Filmed
talk What
is social anthropology?
You can
explore some of the ideas and methods of anthropology further on this
web-site.
Films
Under
‘Lectures’ you will find a film of how my wife and I did
anthropological fieldwork in the Himalayas. There is also a film taken
in the village where I talk about some of the changes that have occurred
over the thirty years I have been visiting Nepal.
There
are a series of ten introductory lectures on the basic way of looking
at kinship and marriage, and four on basic economic anthropology.
In due course there will be further films on politics and law, and
religion and ritual.
There
is a series of nine films covering classical theory in all the social
sciences from 1700-2000.
Under
‘Anthropological Ancestors’, you will find over fifty
interviews in which distinguished researchers talking about why they
became anthropologists, how they worked, and what they found out.
Books
I have
tried to explain the basic ideas in anthropology in a simple, non-technical,
way in thirty letters to my grand-daughter Lily, imagined to be about
17 years old. They can be found off this web-site under Letters to
Lily: on How the World Works. The web-site to the book also contains
suggestions for further reading.
Up to
date reading lists are to be found on various Social Anthropology
Departmental Web Sites, including that at Cambridge.
Among
older textbooks which took a broad view of the subject are:
John
Beattie, Other Cultures (1964)
Roger Keesing, Cultural Anthropology (various editions from the 1980’s)
James L. Peacock and A.T.Kirsch, The Human Direction (1980’s
on)
More
recent introductions to social anthropology include:
Chris
Hann, Teach Yourself Social Anthropology (1998)
Robert Layton, An Introduction to Theory in Social Anthropology (1997)
Ioan Lewis, Social and Cultural Anthropology in Perspective: The Relevance
to the Modern World (2003)
Wendy James and Michael Lambek, The Ceremonial Animal; A New Perspective
of Anthropology (2004)
A very
good compendium of articles on all aspects of anthropology is:
Tim Ingold,
(ed.), Companion Encyclopedia of Anthropology (1994)
Two classic
accounts of what anthropologists do and how they live, though both
are more difficult to get, are:
Claude
Levi-Strauss, A World on the Wane (1961)
Elinor Bowen, Return to Laughter (1964)
The language
of anthropology
Anthropologists
for various reasons have developed a technical language, filled with
words with specialist meanings. You will find under ‘Lectures’
on this web-site a rough list of some of the principal terms they
use, which you can print out and available as you read or watch further.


**What you should do**
Read the records beneath this task and copy every line that contains the string "filled".

**Available data**

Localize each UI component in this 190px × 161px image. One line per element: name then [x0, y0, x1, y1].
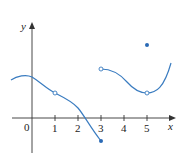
tick-label-3: 3	[98, 122, 104, 134]
y-axis-label: y	[20, 20, 26, 32]
function-graph: y x 0 1 2 3 4 5	[0, 0, 190, 161]
open-point-x3	[99, 67, 103, 71]
open-point-x5	[145, 91, 149, 95]
open-point-x1	[53, 91, 57, 95]
tick-label-5: 5	[144, 122, 150, 134]
x-axis-label: x	[167, 120, 173, 132]
origin-label: 0	[24, 121, 30, 133]
tick-label-4: 4	[121, 122, 127, 134]
y-axis-arrow-icon	[29, 22, 35, 29]
filled-point-x3	[99, 139, 103, 143]
tick-label-2: 2	[75, 122, 81, 134]
tick-label-1: 1	[52, 122, 58, 134]
curve-right-piece	[101, 63, 171, 93]
filled-point-x5	[145, 43, 149, 47]
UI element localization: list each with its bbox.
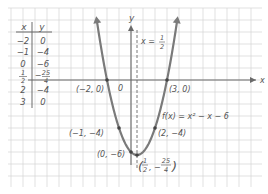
table-cell-x: −1 [17, 47, 30, 57]
table-cell-y-num: 25 [42, 69, 50, 77]
function-label: f(x) = x² − x − 6 [162, 112, 229, 121]
label-point-2-neg4: (2, −4) [158, 129, 186, 138]
label-point-neg1-neg4: (−1, −4) [69, 129, 104, 138]
x-axis-label: x [259, 76, 265, 85]
table-cell-x: 3 [20, 97, 25, 107]
label-point-0-neg6: (0, −6) [97, 150, 125, 159]
data-point [129, 150, 133, 154]
svg-text:2: 2 [160, 43, 164, 51]
svg-text:1: 1 [160, 34, 164, 42]
table-cell-x-den: 2 [21, 77, 25, 85]
symmetry-label: x = [140, 37, 155, 46]
table-cell-y: 0 [40, 97, 45, 107]
graph-paper-grid [8, 8, 262, 187]
table-header-x: x [20, 22, 27, 32]
table-cell-y: 0 [40, 36, 45, 46]
data-point [135, 153, 139, 157]
table-cell-x: 2 [20, 85, 25, 95]
axes: xy0x =12 [28, 13, 265, 168]
svg-text:2: 2 [143, 166, 147, 174]
svg-text:−: − [35, 71, 42, 80]
svg-text:): ) [171, 159, 177, 174]
table-cell-x: −2 [17, 36, 30, 46]
parabola-chart: xy−20−1−40−612−2542−430 xy0x =12 (−2, 0)… [0, 0, 268, 194]
table-cell-y: −4 [37, 85, 50, 95]
table-cell-y: −4 [37, 47, 50, 57]
data-point [165, 78, 169, 82]
table-cell-y: −6 [37, 59, 50, 69]
table-cell-y-den: 4 [44, 77, 48, 85]
svg-text:25: 25 [162, 157, 170, 165]
table-cell-x: 0 [20, 59, 25, 69]
data-point [105, 78, 109, 82]
xy-value-table: xy−20−1−40−612−2542−430 [16, 22, 52, 108]
svg-text:1: 1 [143, 157, 147, 165]
svg-text:4: 4 [164, 166, 168, 174]
svg-text:, −: , − [149, 163, 161, 172]
point-labels: (−2, 0)(3, 0)(−1, −4)(2, −4)(0, −6)f(x) … [69, 85, 229, 174]
table-cell-x-num: 1 [21, 69, 25, 77]
origin-label: 0 [118, 84, 123, 93]
y-axis-label: y [128, 13, 135, 23]
data-point [117, 126, 121, 130]
label-point-neg2-0: (−2, 0) [76, 85, 104, 94]
table-header-y: y [38, 22, 45, 32]
data-point [153, 126, 157, 130]
label-point-3-0: (3, 0) [169, 85, 191, 94]
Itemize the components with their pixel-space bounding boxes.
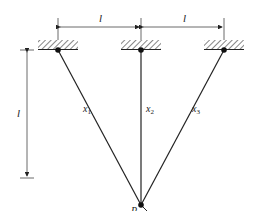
label-x1: x1 [82, 103, 91, 116]
label-p: P [130, 205, 137, 211]
truss-diagram: l l l x1 x2 x3 P [0, 0, 257, 211]
joint-p [138, 202, 144, 208]
joint-left [55, 47, 61, 53]
dim-label-right: l [183, 12, 186, 24]
dim-label-vertical: l [17, 107, 20, 119]
load-arrow [143, 207, 154, 211]
joint-right [221, 47, 227, 53]
horizontal-dimension [58, 18, 224, 40]
dim-label-left: l [99, 12, 102, 24]
member-x1 [58, 50, 141, 205]
label-x3: x3 [191, 103, 200, 116]
label-x2: x2 [145, 103, 154, 116]
vertical-dimension [20, 50, 34, 178]
member-x3 [141, 50, 224, 205]
joint-middle [138, 47, 144, 53]
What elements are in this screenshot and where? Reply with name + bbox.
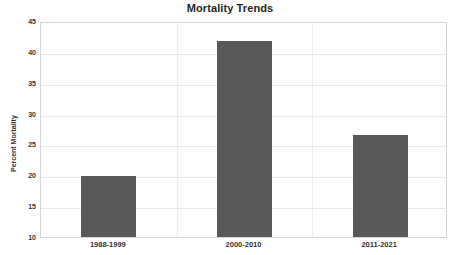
x-axis-tick-label: 1988-1999	[40, 240, 176, 249]
y-axis-tick-label: 45	[2, 18, 36, 26]
y-axis-tick-label: 15	[2, 203, 36, 211]
bar[interactable]	[353, 135, 408, 237]
bar[interactable]	[81, 176, 136, 237]
y-axis-tick-label: 30	[2, 111, 36, 119]
bar[interactable]	[217, 41, 272, 237]
y-axis-tick-label: 25	[2, 141, 36, 149]
x-axis-tick-label: 2000-2010	[176, 240, 312, 249]
bar-chart: Mortality Trends Percent Mortality 10152…	[0, 0, 460, 255]
y-axis-tick-labels: 1015202530354045	[0, 22, 36, 238]
x-axis-tick-label: 2011-2021	[311, 240, 447, 249]
y-axis-tick-label: 20	[2, 172, 36, 180]
y-axis-tick-label: 40	[2, 49, 36, 57]
chart-title: Mortality Trends	[0, 2, 460, 14]
y-axis-tick-label: 10	[2, 234, 36, 242]
y-axis-tick-label: 35	[2, 80, 36, 88]
bars-layer	[41, 23, 446, 237]
x-axis-tick-labels: 1988-19992000-20102011-2021	[40, 239, 447, 253]
plot-area	[40, 22, 447, 238]
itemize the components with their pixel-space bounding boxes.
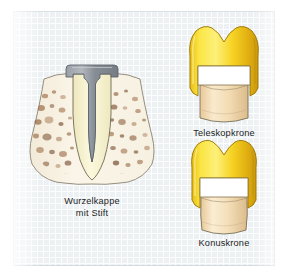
white-spacing-gap bbox=[198, 66, 250, 85]
illustration-conical-crown bbox=[176, 136, 272, 238]
illustration-telescopic-crown bbox=[176, 22, 272, 126]
caption-conical-crown: Konuskrone bbox=[172, 238, 276, 250]
dental-figure: Wurzelkappe mit Stift bbox=[0, 0, 288, 277]
illustration-root-cap-with-post bbox=[16, 44, 168, 194]
caption-root-cap: Wurzelkappe mit Stift bbox=[30, 196, 154, 219]
white-spacing-gap bbox=[200, 178, 248, 197]
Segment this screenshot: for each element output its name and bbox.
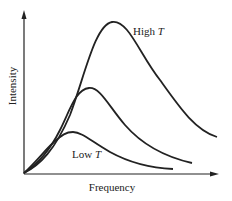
x-axis-label: Frequency xyxy=(89,181,136,193)
low-t-label: Low T xyxy=(72,148,102,160)
y-axis-label: Intensity xyxy=(6,66,18,105)
y-axis-arrow-icon xyxy=(22,10,27,19)
high-t-label: High T xyxy=(133,25,165,37)
curve-high-t xyxy=(24,22,217,173)
curve-medium-t xyxy=(24,88,192,173)
blackbody-chart: Intensity Frequency High T Low T xyxy=(0,0,232,201)
x-axis-arrow-icon xyxy=(210,172,219,177)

**Solved exercise**
filled-point-x3	[99, 139, 103, 143]
filled-point-x5	[145, 43, 149, 47]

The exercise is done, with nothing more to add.